For days, weeks, and months, Darla remained trapped in the closet. And me, as the only grown-up left to her, of course tried to find her. Well, no, let me back up a little. At first I became the suspect in her kidnapping and couldn’t do much. Then my lawyer cleared me of that. Then came something worse: they suspected me of her murder. But of course, there was no proof. I kept telling them, Darla is in the closet. It was the closet that took her. The God damn closet!!!
They investigated the closet. Not that they believed my story, but they did think that maybe, there’s a secret path connecting the closet to a serial killer’s house or something.
But nope, there wasn’t one. The closet hadn’t come with the house and was completely detachable from Darla’s bedroom wall. The thing was something my parents had found at a flea market. God, I never knew why they wanted to buy other people’s ancient crap that not even those other people knew the origin of. They were the kind of people who named their kids after their great-grandparents. That was how Darla came to be Darla and me Elmer. Darla was okay, but Elmer? Come on.
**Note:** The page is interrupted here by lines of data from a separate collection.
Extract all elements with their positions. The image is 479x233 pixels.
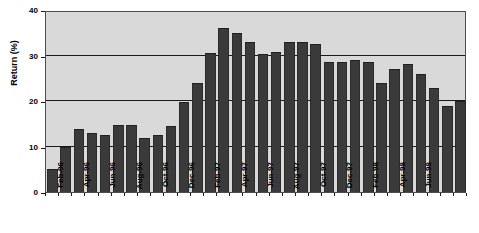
x-tick-mark bbox=[413, 193, 414, 196]
x-tick-mark bbox=[98, 193, 99, 196]
bar bbox=[455, 101, 466, 192]
y-tick-label: 20 bbox=[0, 98, 38, 106]
x-tick-mark bbox=[177, 193, 178, 196]
x-tick-mark bbox=[150, 193, 151, 196]
x-tick-label: Aug-96 bbox=[135, 162, 145, 198]
x-tick-label: Oct-96 bbox=[161, 162, 171, 198]
x-tick-mark bbox=[308, 193, 309, 196]
x-tick-label: Apr-97 bbox=[240, 162, 250, 198]
x-tick-mark bbox=[466, 193, 467, 196]
x-tick-label: Jun-96 bbox=[108, 162, 118, 198]
x-tick-label: Dec-97 bbox=[345, 162, 355, 198]
x-tick-label: Feb-98 bbox=[371, 162, 381, 198]
x-tick-mark bbox=[71, 193, 72, 196]
x-tick-mark bbox=[334, 193, 335, 196]
y-tick-label: 0 bbox=[0, 189, 38, 197]
bar bbox=[442, 106, 453, 192]
x-tick-label-text: Oct-97 bbox=[319, 162, 329, 198]
x-tick-mark bbox=[453, 193, 454, 196]
x-tick-label: Feb-97 bbox=[213, 162, 223, 198]
x-tick-label: Jun-97 bbox=[266, 162, 276, 198]
x-tick-mark bbox=[440, 193, 441, 196]
x-tick-label-text: Oct-96 bbox=[161, 162, 171, 198]
x-tick-label-text: Jun-97 bbox=[266, 162, 276, 198]
x-tick-mark bbox=[203, 193, 204, 196]
x-tick-mark bbox=[45, 193, 46, 196]
x-tick-label-text: Dec-96 bbox=[187, 162, 197, 198]
x-tick-label-text: Jun-96 bbox=[108, 162, 118, 198]
x-tick-label: Feb-96 bbox=[56, 162, 66, 198]
x-tick-label-text: Feb-96 bbox=[56, 162, 66, 198]
x-axis-tick-labels: Feb-96Apr-96Jun-96Aug-96Oct-96Dec-96Feb-… bbox=[45, 193, 466, 233]
x-tick-mark bbox=[229, 193, 230, 196]
x-tick-label-text: Apr-98 bbox=[398, 162, 408, 198]
x-tick-label-text: Aug-96 bbox=[135, 162, 145, 198]
x-tick-label-text: Dec-97 bbox=[345, 162, 355, 198]
y-tick-label: 40 bbox=[0, 7, 38, 15]
x-tick-label-text: Apr-97 bbox=[240, 162, 250, 198]
x-tick-mark bbox=[256, 193, 257, 196]
x-tick-label: Apr-96 bbox=[82, 162, 92, 198]
x-tick-mark bbox=[387, 193, 388, 196]
y-tick-label: 30 bbox=[0, 53, 38, 61]
x-tick-mark bbox=[282, 193, 283, 196]
x-tick-label: Oct-97 bbox=[319, 162, 329, 198]
x-tick-label-text: Feb-98 bbox=[371, 162, 381, 198]
x-tick-label-text: Feb-97 bbox=[213, 162, 223, 198]
x-tick-label: Jun-98 bbox=[424, 162, 434, 198]
y-tick-label: 10 bbox=[0, 144, 38, 152]
x-tick-label: Aug-97 bbox=[292, 162, 302, 198]
x-tick-label-text: Jun-98 bbox=[424, 162, 434, 198]
x-tick-mark bbox=[124, 193, 125, 196]
x-tick-label: Apr-98 bbox=[398, 162, 408, 198]
x-tick-label-text: Aug-97 bbox=[292, 162, 302, 198]
x-tick-label: Dec-96 bbox=[187, 162, 197, 198]
x-tick-label-text: Apr-96 bbox=[82, 162, 92, 198]
bar-chart: Return (%) 010203040 Feb-96Apr-96Jun-96A… bbox=[0, 0, 479, 233]
x-tick-mark bbox=[361, 193, 362, 196]
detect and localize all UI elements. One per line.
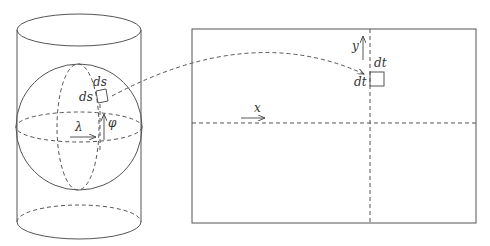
label-dt-top: dt xyxy=(374,56,387,70)
label-lambda: λ xyxy=(74,120,83,134)
label-ds-left: ds xyxy=(79,90,93,104)
projection-diagram: ds ds λ φ y x dt dt xyxy=(0,0,490,246)
cylinder-top-ellipse xyxy=(17,14,141,46)
map-rectangle xyxy=(192,29,476,223)
map-plane: y x dt dt xyxy=(192,29,476,223)
mapping-arc xyxy=(112,53,364,96)
label-phi: φ xyxy=(108,116,117,130)
sphere: ds ds λ φ xyxy=(16,64,142,190)
area-element-dt xyxy=(370,72,384,86)
label-dt-left: dt xyxy=(354,75,367,89)
label-ds-top: ds xyxy=(93,75,107,89)
label-y: y xyxy=(351,39,359,53)
area-element-ds xyxy=(96,89,108,103)
label-x: x xyxy=(254,101,261,115)
cylinder-bottom-back-arc xyxy=(17,205,141,222)
cylinder-bottom-front-arc xyxy=(17,222,141,239)
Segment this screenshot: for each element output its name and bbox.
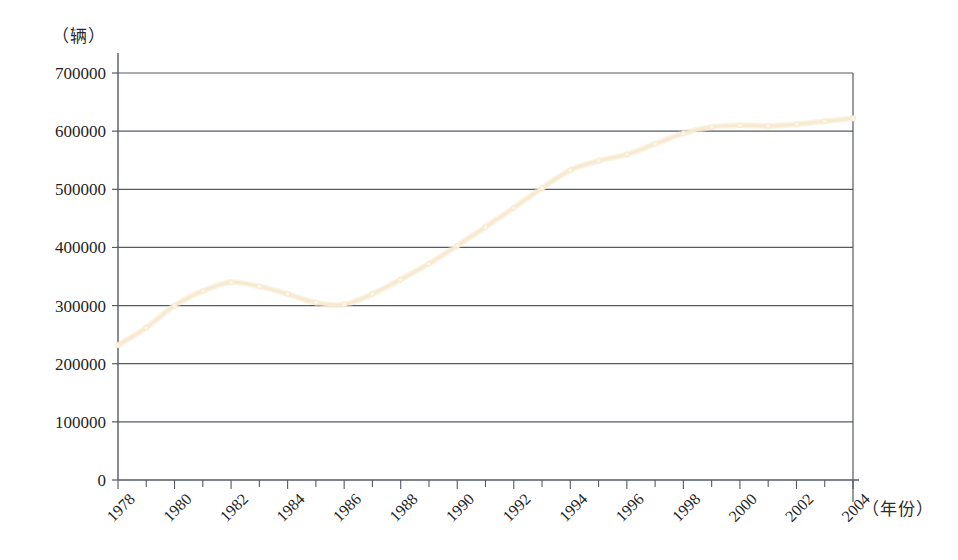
series-data-point (540, 186, 545, 191)
series-data-point (455, 243, 460, 248)
y-tick-label: 0 (98, 471, 107, 490)
series-data-point (144, 325, 149, 330)
series-data-point (398, 277, 403, 282)
x-tick-label: 2002 (782, 490, 817, 525)
series-data-point (427, 261, 432, 266)
series-data-point (822, 119, 827, 124)
series-data-point (681, 131, 686, 136)
line-chart-plot: 0100000200000300000400000500000600000700… (0, 0, 958, 560)
chart-container: （辆） 010000020000030000040000050000060000… (0, 0, 958, 560)
series-data-point (483, 225, 488, 230)
y-tick-label: 600000 (55, 122, 106, 141)
x-tick-label: 2000 (725, 490, 760, 525)
y-tick-label: 400000 (55, 238, 106, 257)
series-data-point (596, 158, 601, 163)
x-tick-label: 1990 (443, 490, 478, 525)
series-data-point (342, 302, 347, 307)
series-data-point (200, 289, 205, 294)
x-tick-label: 1994 (556, 490, 591, 525)
x-tick-mark-group (118, 480, 853, 489)
data-series-group (116, 116, 856, 348)
x-tick-label: 1986 (330, 490, 365, 525)
series-data-point (709, 125, 714, 130)
series-data-point (511, 205, 516, 210)
series-data-point (285, 292, 290, 297)
series-data-point (172, 303, 177, 308)
series-line-halo (118, 118, 853, 345)
series-line (118, 118, 853, 345)
series-data-point (624, 152, 629, 157)
y-tick-label: 300000 (55, 297, 106, 316)
y-tick-label: 200000 (55, 355, 106, 374)
axis-lines-group (118, 53, 859, 502)
x-tick-label: 1998 (669, 490, 704, 525)
x-tick-label: 1992 (499, 490, 534, 525)
y-tick-label-group: 0100000200000300000400000500000600000700… (55, 64, 118, 490)
series-data-point (313, 300, 318, 305)
series-data-point (653, 142, 658, 147)
x-tick-label: 1982 (217, 490, 252, 525)
series-data-point (229, 280, 234, 285)
x-tick-label: 1988 (386, 490, 421, 525)
series-data-point (370, 292, 375, 297)
x-tick-label: 1980 (160, 490, 195, 525)
series-data-point (568, 168, 573, 173)
series-data-point (766, 124, 771, 129)
x-axis-title: （年份） (862, 495, 934, 520)
series-data-point (851, 116, 856, 121)
series-data-point (738, 123, 743, 128)
series-data-point (794, 122, 799, 127)
series-data-point (116, 343, 121, 348)
y-tick-label: 700000 (55, 64, 106, 83)
x-tick-label: 1984 (273, 490, 308, 525)
y-tick-label: 500000 (55, 180, 106, 199)
x-tick-label: 1978 (103, 490, 138, 525)
y-tick-label: 100000 (55, 413, 106, 432)
series-data-point (257, 284, 262, 289)
x-tick-label: 1996 (612, 490, 647, 525)
x-tick-label-group: 1978198019821984198619881990199219941996… (103, 490, 873, 525)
The name hit its peak sometime in the 1880s or 1900s and saw a steady decline ever since. It’s not the name a twenty-four-year-old wants to live with. (Sorry, everyone still alive named Elmer, but that’s what I think. At least I’m speaking from experience.)
The police went through other places in our house: the cellar, the attic, the mudroom. They interviewed my coworkers. Some said nice things about me, but some, as expected, said shit about me, such as how I had stolen their lunches from the common lounge fridge and had obliterated the water cooler. (Both of which I haven’t done. Also, “obliterate” was the word that the overdramatic prick used. I merely happened to stand next to the broken water cooler.)
It seemed that people, more than anything else, wanted to be right. And when it seemed pretty clear that a specific person was the perpetrator in a crime, they said all kinds of nonsense about that perpetrator, completely forgetting the “seemed” part in the phrase “seemed pretty clear.”
Some of them even said they had always suspected me of being this creepy weirdo because of my name. They said, Elmer. Whoever is called Elmer these days? And whoever actually likes to work with lab mice? Most of those poor bastards are going to die within the year, more likely within the week. Whoever likes to form attachments to such creatures?
The clear answer they had in mind: someone who kills his little sister and then shows up to work accusing the closet.